The four Italian advocacy groups behind the Milan Cortina Winter Olympics’ Pride House hope to use the games to highlight the lack of LGBTQ rights in their country.

Arcigay, CIG Arcigay Milano, Milano Pride, and Pride Sport Milano organized the Pride House that is located in Milan’s MEET Digital Culture Center. The Washington Blade on Feb. 5 interviewed Pride House Project Manager Joseph Naklé.

Naklé in 2020 founded Peacox Basket Milano, Italy’s only LGBTQ basketball team. He also carried the Olympic torch through Milan shortly before he spoke with the Blade. (“Heated Rivalry” stars Hudson Williams and Connor Storrie last month participated in the torch relay in Feltre, a town in Italy’s Veneto region.)

Naklé said the promotion of LGBTQ rights in Italy is “actually our main objective.”

ILGA-Europe in its Rainbow Map 2025 notes same-sex couples lack full marriage rights in Italy, and the country’s hate crimes law does not include sexual orientation or gender identity.

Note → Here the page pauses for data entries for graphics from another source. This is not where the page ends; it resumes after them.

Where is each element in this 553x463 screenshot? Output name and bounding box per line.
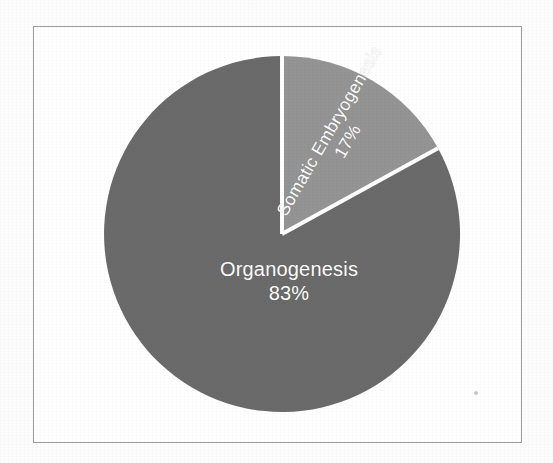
pie-chart-svg [34, 27, 521, 442]
pie-chart: Organogenesis 83% Somatic Embryogenesis … [34, 27, 521, 442]
figure-page: Organogenesis 83% Somatic Embryogenesis … [0, 0, 553, 463]
scan-artifact-speck [474, 391, 478, 395]
chart-frame-border: Organogenesis 83% Somatic Embryogenesis … [33, 26, 522, 443]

Italy does ban discrimination based on sexual orientation in employment, but the country’s nondiscrimination laws do not include gender identity.

ILGA-Europe has made the following recommendations “in order to improve the legal and policy situation of LGBTI people in Italy.”

• Marriage equality for same-sex couples

• Depathologization of trans identities

• Automatic co-parent recognition available for all couples

“We are not really known to be the most openly LGBT-friendly country,” Naklé told the Blade. “That’s why it (Pride House) was really important for the community.”

“We want to use the Olympic games — because there is a big media attention — and we want to use this media attention to raise the voice,” he added.

The Coliseum in Rome on July 12, 2025. (Washington Blade photo by Michael K. Lavers)

Naklé noted Pride House will host “talks and roundtables every night” during the games that will focus on a variety of topics that include transgender and nonbinary people in sports and AI. Another will focus on what Naklé described to the Blade as “the importance of political movements now to fight for our rights, especially in places such as Italy or the U.S. where we are going backwards, and not forwards.”

Seven LGBTQ Olympians — Italian swimmer Alex Di Giorgio, Canadian ice dancers Paul Poirier and Kaitlyn Weaver, Canadian figure skater Eric Radford, Spanish figure skater Javier Raya, Scottish ice dancer Lewis Gibson, and Irish field hockey and cricket player Nikki Symmons — are scheduled to participate in Pride House’s Out and Proud event on Feb. 14.

Pride House Los Angeles – West Hollywood representatives are expected to speak at Pride House on Feb. 21.

The event will include a screening of Mariano Furlani’s documentary about Pride House and LGBTQ inclusion in sports. The MiX International LGBTQ+ Film and Queer Culture Festival will screen later this year in Milan. Pride House Los Angeles – West Hollywood is also planning to show the film during the 2028 Summer Olympics.

Naklé also noted Pride House has launched an initiative that allows LGBTQ sports teams to partner with teams whose members are either migrants from African and Islamic countries or people with disabilities.

“The objective is to show that sports is the bridge between these communities,” he said.

Bisexual US skier wins gold

Naklé spoke with the Blade a day before the games opened. The Milan Cortina Winter Olympics will close on Feb. 22.

More than 40 openly LGBTQ athletes are competing in the games.

Breezy Johnson, an American alpine skier who identifies as bisexual, on Sunday won a gold medal in the women’s downhill. Amber Glenn, who identifies as bisexual and pansexual, on the same day helped the U.S. win a gold medal in team figure skating.

Glenn said she received threats on social media after she told reporters during a pre-Olympics press conference that LGBTQ Americans are having a “hard time” with the Trump-Vance administration in the White House. The Associated Press notes Glenn wore a Pride pin on her jacket during Sunday’s medal ceremony.

“I was disappointed because I’ve never had so many people wish me harm before, just for being me and speaking ‍about being decent — human rights and decency,” said Glenn, according to the AP. “So that was really disappointing, and I do think it kind of lowered that excitement for this.”